Nationals sign veteran Marquis

Associated Press
Right-hander Jason Marquis posted a 4.04 ERA and 15 wins for the Rockies last season.Associated Press Right-hander Jason Marquis posted a 4.04 ERA and 15 wins for the Rockies last season.

The Washington Nationals’ top goal this offseason, stated again and again by general manager Mike Rizzo and a chorus of other team executives, was to put a veteran starting pitcher at the top of their young rotation. They appear to have crossed that goal off their list just before the end of the year - and at a cheaper price than many expected they would have to pay.

The team signed right-hander Jason Marquis, a 10-year veteran of four teams, to a contract worth $15 million over two seasons on Monday. The deal gives Washington a reliable workhorse who has posted double-digit victories each of the last six seasons, worked a career-high 216 innings last year and made the 2009 NL All-Star team.

The Nationals will introduce Marquis at a news conference on Tuesday at Nationals Park.

Marquis, who won 15 games for the Colorado Rockies in 2009, posted a 4.04 ERA, walked just 80 batters and gave up just 15 home runs for the second straight year, down from 35 in 2006. He pitched eight shutout innings against the Nationals on July 6, and first baseman Adam Dunn, who had faced Marquis for years in the NL Central when the right-hander was with the Cubs and Cardinals, said the pitcher was “not even close” to what he remembered.

“When I first faced him, he threw about 95, straight as an arrow,” Dunn said that night. “Someone taught him a sinker. The difference between him now and in the past is he throws every pitch for a strike. It used to be he’d walk you.”

Marquis struggled at the end of the season and was left out of the Rockies’ playoff rotation. It’s unclear whether that slide helped the Nationals get him at a cheaper price than some thought they would pay in a pitching market that escalated after the Milwaukee Brewers gave Randy Wolf a three-year, $29.75 million deal this month. But for whatever reason, they didn’t pay the kind of “loser’s premium” often required to bring a free agent to a last-place team.

Marquis’ average annual value of $7.5 million equals what the Rangers gave right-hander Rich Harden, who went 9-9 with a 4.09 ERA last season. Harden has an $11 million option for 2011, as well.
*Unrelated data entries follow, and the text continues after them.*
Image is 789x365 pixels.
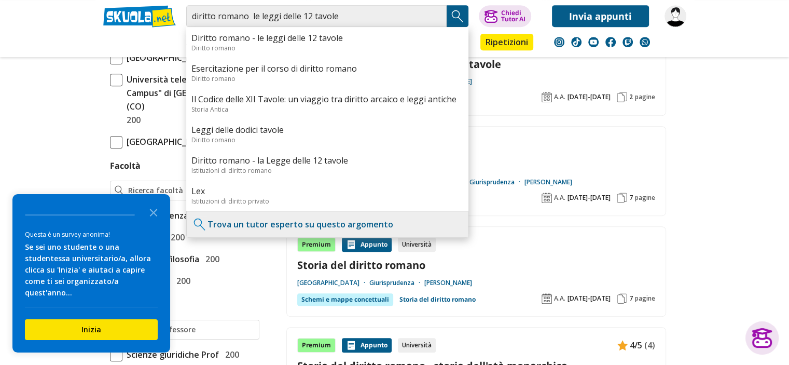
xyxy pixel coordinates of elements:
span: [DATE]-[DATE] [567,93,610,101]
span: Università telematica "e-Campus" di [GEOGRAPHIC_DATA] (CO) [122,73,259,113]
img: Anno accademico [541,92,552,102]
span: pagine [635,294,655,302]
div: Istituzioni di diritto romano [191,166,463,175]
a: Ripetizioni [480,34,533,50]
a: Diritto romano - la Legge delle 12 tavole [297,57,655,71]
div: Diritto romano [191,74,463,83]
img: instagram [554,37,564,47]
div: Schemi e mappe concettuali [297,293,393,305]
span: A.A. [554,193,565,202]
span: Scienze giuridiche Prof [122,347,219,361]
div: Storia Antica [191,105,463,114]
span: 200 [221,347,239,361]
img: Appunti contenuto [346,340,356,350]
img: youtube [588,37,599,47]
img: Pagine [617,92,627,102]
div: Università [398,338,436,352]
a: Diritto romano - la Legge delle 12 tavole [191,155,463,166]
img: Cerca appunti, riassunti o versioni [450,8,465,24]
a: Trova un tutor esperto su questo argomento [207,218,393,230]
div: Università [398,237,436,252]
a: Lex [191,185,463,197]
button: Close the survey [143,201,164,222]
div: Istituzioni di diritto privato [191,197,463,205]
span: [DATE]-[DATE] [567,193,610,202]
a: Lex [297,158,655,172]
label: Facoltà [110,160,141,171]
a: [GEOGRAPHIC_DATA] [297,279,369,287]
span: A.A. [554,294,565,302]
input: Ricerca professore [128,324,254,335]
span: [GEOGRAPHIC_DATA] [122,51,211,64]
div: Appunto [342,338,392,352]
img: Pagine [617,293,627,303]
div: Appunto [342,237,392,252]
a: Giurisprudenza [469,178,524,186]
img: Ricerca facoltà [115,185,124,196]
span: pagine [635,93,655,101]
img: Appunti contenuto [346,239,356,249]
input: Ricerca facoltà [128,185,254,196]
span: 200 [201,252,219,266]
img: tiktok [571,37,581,47]
a: Storia del diritto romano [399,293,476,305]
span: 2 [629,93,633,101]
img: Trova un tutor esperto [192,216,207,232]
div: Se sei uno studente o una studentessa universitario/a, allora clicca su 'Inizia' e aiutaci a capi... [25,241,158,298]
div: Diritto romano [191,44,463,52]
a: Esercitazione per il corso di diritto romano [191,63,463,74]
span: [DATE]-[DATE] [567,294,610,302]
span: 200 [122,113,141,127]
span: A.A. [554,93,565,101]
a: Invia appunti [552,5,649,27]
div: Premium [297,237,336,252]
img: ansa80 [664,5,686,27]
a: Storia del diritto romano [297,258,655,272]
span: 4/5 [630,338,642,352]
span: [GEOGRAPHIC_DATA] [122,135,211,148]
a: Giurisprudenza [369,279,424,287]
button: Inizia [25,319,158,340]
a: [PERSON_NAME] [524,178,572,186]
a: Leggi delle dodici tavole [191,124,463,135]
div: Diritto romano [191,135,463,144]
span: 200 [172,274,190,287]
span: 7 [629,193,633,202]
input: Cerca appunti, riassunti o versioni [186,5,447,27]
span: (4) [644,338,655,352]
a: [PERSON_NAME] [424,279,472,287]
img: Anno accademico [541,293,552,303]
div: Survey [12,194,170,352]
img: Pagine [617,192,627,203]
div: Chiedi Tutor AI [500,10,525,22]
span: 7 [629,294,633,302]
img: twitch [622,37,633,47]
img: facebook [605,37,616,47]
button: Search Button [447,5,468,27]
button: ChiediTutor AI [479,5,531,27]
a: Il Codice delle XII Tavole: un viaggio tra diritto arcaico e leggi antiche [191,93,463,105]
span: pagine [635,193,655,202]
a: Diritto romano - le leggi delle 12 tavole [191,32,463,44]
a: Appunti [184,34,230,52]
img: Anno accademico [541,192,552,203]
img: Appunti contenuto [617,340,628,350]
span: 200 [166,230,185,244]
div: Premium [297,338,336,352]
div: Questa è un survey anonima! [25,229,158,239]
img: WhatsApp [639,37,650,47]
A Staten Island native, Marquis still lives in New York during the offseason, and there were rumblings he preferred to sign with the Mets. But negotiations never got serious with New York, and the Nationals - in whom Marquis had also expressed interest after the winter meetings this month - wound up with the 31-year-old.

The Nationals could add another veteran to the rotation before the beginning of the season, but if they don’t, it could look like this: Marquis and left-hander John Lannan filling the top two spots, with left-hander Scott Olsen the No. 3 and a group of youngsters (Craig Stammen, Shairon Martis, Collin Balester, Garrett Mock, Ross Detwiler, J.D. Martin and possibly No. 1 pick Stephen Strasburg) fighting for two spots.
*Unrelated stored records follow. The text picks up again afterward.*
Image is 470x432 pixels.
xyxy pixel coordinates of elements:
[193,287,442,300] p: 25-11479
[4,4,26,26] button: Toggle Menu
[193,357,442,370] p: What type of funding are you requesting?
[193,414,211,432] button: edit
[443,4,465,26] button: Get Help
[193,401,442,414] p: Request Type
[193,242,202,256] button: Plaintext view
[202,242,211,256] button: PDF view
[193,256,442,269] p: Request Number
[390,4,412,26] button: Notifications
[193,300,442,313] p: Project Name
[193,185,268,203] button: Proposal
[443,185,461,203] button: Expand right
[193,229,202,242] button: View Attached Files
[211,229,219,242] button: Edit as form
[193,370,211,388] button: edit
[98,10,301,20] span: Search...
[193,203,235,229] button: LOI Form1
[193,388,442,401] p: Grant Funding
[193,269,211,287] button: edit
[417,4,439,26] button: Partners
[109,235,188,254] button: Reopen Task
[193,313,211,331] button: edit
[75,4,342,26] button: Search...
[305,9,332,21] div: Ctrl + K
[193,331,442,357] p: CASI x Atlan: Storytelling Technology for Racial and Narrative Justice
In 10 major league seasons with the Braves, Cardinals, Cubs and Rockies, Marquis has never missed the playoffs. In signing with a team that has won 59 games the last two seasons, he’s putting that streak in a lot of jeopardy.

But in joining the Nationals, he adds a veteran pitching presence to a team that has been in sore need of it and has been shopping for it all winter.